Inspired by Mark Richards's workshop on software architecture, this tool aims to provide practical ways to make architectural goals measurable and continuously verified ✅.

Features 🌟

  • Statement Count Analysis: 📝 Determine the number of statements in your Rust files or directories. Useful for gauging code volume and complexity of components.
  • Code Volatility Analysis: 🔄 Identifies parts of your codebase that change most frequently, leveraging Git history. Helps pinpoint unstable areas or potential refactoring candidates.
  • Module Coupling Analysis: 🔗 Measures dependencies between different Rust modules or components, helping you manage and reduce unwanted coupling.
  • General Rust Code Analysis: 🔬 A flexible command for various static analyses on Rust source code.
  • Command-Line Interface: 💻 Easy-to-use CLI for running analyses and configuring options.
  • Multiple Output Formats: 📊 HTML, JSON, CSV and DOT (GraphViz).

Getting Started 🚀

Prerequisites

  • Rust toolchain (latest stable version recommended). Install from rustup.rs.
  • Git (for volatility analysis).

Installation

cargo install raff-cli

brew install liamwh/raff/raff

# from source, install to ~/bin
just install

Once installed, the raff binary will be available on your PATH.

Running

To see the list of available commands and their options:

raff --help

Usage 📖

The general command structure is:

raff <COMMAND> [OPTIONS]

Available Commands

  • StatementCount: Analyzes statement counts.

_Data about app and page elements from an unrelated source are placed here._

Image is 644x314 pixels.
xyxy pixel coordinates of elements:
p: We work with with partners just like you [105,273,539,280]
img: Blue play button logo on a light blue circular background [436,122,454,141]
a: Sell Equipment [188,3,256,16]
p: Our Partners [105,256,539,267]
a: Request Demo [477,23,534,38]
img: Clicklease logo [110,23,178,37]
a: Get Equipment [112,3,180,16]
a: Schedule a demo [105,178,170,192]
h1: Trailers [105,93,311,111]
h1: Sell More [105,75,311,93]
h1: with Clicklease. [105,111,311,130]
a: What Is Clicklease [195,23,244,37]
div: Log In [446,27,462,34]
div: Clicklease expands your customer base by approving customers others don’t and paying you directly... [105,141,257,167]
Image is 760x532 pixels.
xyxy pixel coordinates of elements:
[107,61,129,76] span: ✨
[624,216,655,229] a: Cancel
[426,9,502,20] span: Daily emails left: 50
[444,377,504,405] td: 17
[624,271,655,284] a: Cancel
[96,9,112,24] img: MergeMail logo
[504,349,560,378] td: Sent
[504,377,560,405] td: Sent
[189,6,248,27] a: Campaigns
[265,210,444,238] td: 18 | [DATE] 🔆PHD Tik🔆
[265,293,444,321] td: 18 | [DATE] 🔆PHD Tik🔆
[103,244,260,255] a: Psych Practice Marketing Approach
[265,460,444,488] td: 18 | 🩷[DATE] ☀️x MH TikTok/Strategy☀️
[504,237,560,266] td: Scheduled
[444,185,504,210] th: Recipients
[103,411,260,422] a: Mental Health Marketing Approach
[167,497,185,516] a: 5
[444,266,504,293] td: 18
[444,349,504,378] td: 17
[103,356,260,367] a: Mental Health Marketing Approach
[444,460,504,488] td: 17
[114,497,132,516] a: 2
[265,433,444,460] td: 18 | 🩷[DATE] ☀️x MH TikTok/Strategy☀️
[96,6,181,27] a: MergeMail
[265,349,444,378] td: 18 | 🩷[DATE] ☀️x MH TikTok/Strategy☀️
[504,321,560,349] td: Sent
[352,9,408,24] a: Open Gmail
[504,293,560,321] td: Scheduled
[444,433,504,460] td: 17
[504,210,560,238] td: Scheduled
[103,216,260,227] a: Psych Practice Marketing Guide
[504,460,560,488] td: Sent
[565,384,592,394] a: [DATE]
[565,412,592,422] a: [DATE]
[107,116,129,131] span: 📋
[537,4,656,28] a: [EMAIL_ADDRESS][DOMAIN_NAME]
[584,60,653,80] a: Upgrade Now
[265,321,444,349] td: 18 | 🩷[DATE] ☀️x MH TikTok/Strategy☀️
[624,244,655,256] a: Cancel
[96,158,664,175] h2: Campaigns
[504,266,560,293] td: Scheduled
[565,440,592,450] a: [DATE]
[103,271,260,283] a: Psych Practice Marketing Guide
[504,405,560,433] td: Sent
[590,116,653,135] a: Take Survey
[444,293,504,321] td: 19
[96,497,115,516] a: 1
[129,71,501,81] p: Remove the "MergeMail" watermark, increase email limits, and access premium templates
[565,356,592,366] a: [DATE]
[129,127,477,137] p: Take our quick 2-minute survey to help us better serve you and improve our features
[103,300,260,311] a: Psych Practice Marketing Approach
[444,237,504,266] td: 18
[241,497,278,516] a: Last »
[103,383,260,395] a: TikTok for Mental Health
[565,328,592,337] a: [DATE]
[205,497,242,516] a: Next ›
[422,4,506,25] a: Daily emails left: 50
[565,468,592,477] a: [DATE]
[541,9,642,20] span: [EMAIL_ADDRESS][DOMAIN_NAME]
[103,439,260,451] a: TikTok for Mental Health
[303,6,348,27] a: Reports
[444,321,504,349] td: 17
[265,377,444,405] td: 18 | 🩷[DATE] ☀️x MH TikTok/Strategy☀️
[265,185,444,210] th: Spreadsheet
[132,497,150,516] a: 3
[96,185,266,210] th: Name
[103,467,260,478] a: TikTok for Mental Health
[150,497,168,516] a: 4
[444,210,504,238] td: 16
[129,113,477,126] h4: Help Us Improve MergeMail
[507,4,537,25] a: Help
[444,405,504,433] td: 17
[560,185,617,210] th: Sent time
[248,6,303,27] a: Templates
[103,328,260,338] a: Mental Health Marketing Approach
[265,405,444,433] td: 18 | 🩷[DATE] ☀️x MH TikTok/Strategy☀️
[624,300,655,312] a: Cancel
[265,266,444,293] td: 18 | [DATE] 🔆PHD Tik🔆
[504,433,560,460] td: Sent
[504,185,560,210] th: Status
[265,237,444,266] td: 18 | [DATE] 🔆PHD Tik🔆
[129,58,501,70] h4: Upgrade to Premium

    • Example: raff statement-count --path ./src --output-format table
    • (You might need to add specific options based on how StatementCountArgs is defined. Common options could include --path <directory/file>, --exclude <patterns>, etc.)
  • Volatility: Analyzes code churn from Git history.

    • Example: raff volatility --path . --output-format json
    • (Typically requires the target to be a Git repository. Options might include date ranges, file patterns.)
  • Coupling: Analyzes dependencies between modules.

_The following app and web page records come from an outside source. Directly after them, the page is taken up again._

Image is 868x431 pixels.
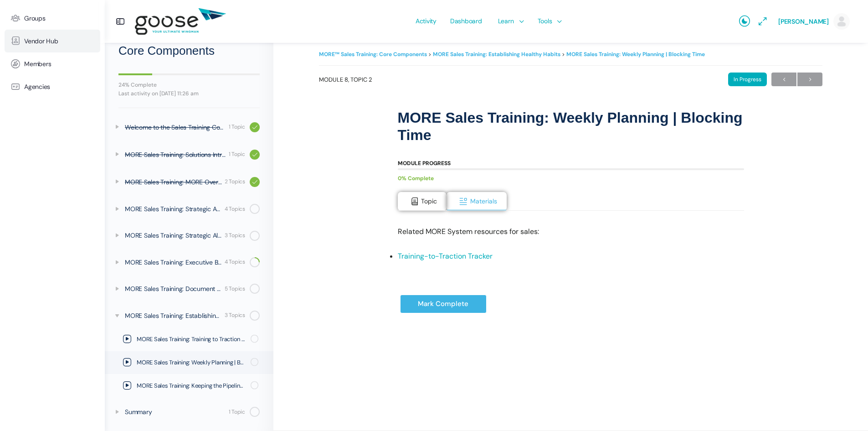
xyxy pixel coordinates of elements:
[125,257,222,267] div: MORE Sales Training: Executive Briefing
[119,91,260,97] div: Last activity on [DATE] 11:26 am
[125,122,226,132] div: Welcome to the Sales Training Course
[125,310,222,321] div: MORE Sales Training: Establishing Healthy Habits
[400,295,487,313] input: Mark Complete
[24,14,45,22] span: Groups
[771,73,797,85] span: ←
[566,50,705,58] a: MORE Sales Training: Weekly Planning | Blocking Time
[229,408,245,417] div: 1 Topic
[779,18,829,26] span: [PERSON_NAME]
[225,258,245,267] div: 4 Topics
[319,77,372,82] span: Module 8, Topic 2
[136,358,245,367] span: MORE Sales Training: Weekly Planning | Blocking Time
[398,251,493,261] a: Training-to-Traction Tracker
[125,177,222,187] div: MORE Sales Training: MORE Overview
[398,172,735,184] div: 0% Complete
[225,177,245,186] div: 2 Topics
[225,284,245,293] div: 5 Topics
[105,277,274,300] a: MORE Sales Training: Document Workshop / Putting It To Work For You 5 Topics
[225,311,245,319] div: 3 Topics
[105,328,274,350] a: MORE Sales Training: Training to Traction | Next 90 Days
[105,251,274,274] a: MORE Sales Training: Executive Briefing 4 Topics
[728,73,767,86] div: In Progress
[125,149,226,160] div: MORE Sales Training: Solutions Introduced
[771,73,797,86] a: ←Previous
[823,387,868,431] iframe: Chat Widget
[125,283,222,294] div: MORE Sales Training: Document Workshop / Putting It To Work For You
[433,50,561,58] a: MORE Sales Training: Establishing Healthy Habits
[105,115,274,140] a: Welcome to the Sales Training Course 1 Topic
[24,83,50,91] span: Agencies
[105,400,274,424] a: Summary 1 Topic
[225,205,245,213] div: 4 Topics
[798,73,823,86] a: Next→
[105,303,274,327] a: MORE Sales Training: Establishing Healthy Habits 3 Topics
[119,82,260,88] div: 24% Complete
[471,197,497,205] span: Materials
[5,7,101,30] a: Groups
[319,50,427,58] a: MORE™ Sales Training: Core Components
[105,142,274,167] a: MORE Sales Training: Solutions Introduced 1 Topic
[125,231,222,240] div: MORE Sales Training: Strategic Alignment Plan
[105,374,274,397] a: MORE Sales Training: Keeping the Pipeline Flowing
[24,60,51,68] span: Members
[398,109,744,144] h1: MORE Sales Training: Weekly Planning | Blocking Time
[105,223,274,247] a: MORE Sales Training: Strategic Alignment Plan 3 Topics
[136,334,245,344] span: MORE Sales Training: Training to Traction | Next 90 Days
[105,351,274,374] a: MORE Sales Training: Weekly Planning | Blocking Time
[105,170,274,194] a: MORE Sales Training: MORE Overview 2 Topics
[398,225,744,238] p: Related MORE System resources for sales:
[5,53,101,75] a: Members
[798,73,823,85] span: →
[229,123,245,132] div: 1 Topic
[105,197,274,221] a: MORE Sales Training: Strategic Analysis 4 Topics
[229,150,245,159] div: 1 Topic
[421,197,437,205] span: Topic
[5,30,101,53] a: Vendor Hub
[125,407,226,417] div: Summary
[125,204,222,214] div: MORE Sales Training: Strategic Analysis
[5,75,101,98] a: Agencies
[398,160,451,166] div: Module Progress
[136,382,245,390] span: MORE Sales Training: Keeping the Pipeline Flowing
[24,38,58,45] span: Vendor Hub
[225,231,245,239] div: 3 Topics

    • Example: raff coupling --path ./src
    • (Might require specifying module boundaries or analysis depth.)
  • RustCodeAnalysis: Performs general Rust code analysis.

    • Example: raff rust-code-analysis --path ./src --rule <specific_rule_name>
    • (The exact options will depend on the implemented analysis rules.)

For detailed options for each command, run:

raff <COMMAND> --help

Pre-Commit Hook Integration 🔗

raff includes a built-in pre-commit profile optimized for use as a pre-commit hook. This profile:

  • Analyzes only git-staged changes
  • Uses fast, read-only coupling checks suitable for commit hooks
  • Prints a single-line summary on success and a CLI table on failure
  • Fails the hook when it finds warnings or errors

Configuration

Add raff to your .pre-commit-config.yaml:

repos:
  - repo: local
    hooks:
      - id: raff-architecture-check
        name: Architecture fitness functions
        entry: raff --profile pre-commit all
        language: system
        pass_filenames: false
        files: '(^|/)Cargo\.toml$|(^|/)Cargo\.lock$|(^|/)rust-toolchain(\.toml)?$|^\.cargo/|\.rs$'

Pre-Commit Profile Settings

The built-in defaults work without any extra configuration. If you want to override them, the pre-commit profile can be customized in .raff/raff.toml:

[profile.pre_commit]
fast = true
staged = true
quiet = true
sc_threshold = 25

Manual Testing

Test the pre-commit profile manually:

# Stage some files
git add src/

# Run with pre-commit profile
raff --profile pre-commit all

TODOs / Future Work 🗺️

The following enhancements are planned or could be valuable additions:

  • 🔶 FF: Do any domain objects use primitive types? (e.g. String instead of Name).
  • 🏛️ FF: Is codebase flat? (Analyze and visualize component hierarchy).
  • 🚫 FF: No source code should reside in the root namespace (or other configurable namespace rules).
  • ⚖️ Configurable thresholds for fitness functions to produce pass/fail results.
  • 🚀 Integration with CI/CD pipelines / github actions.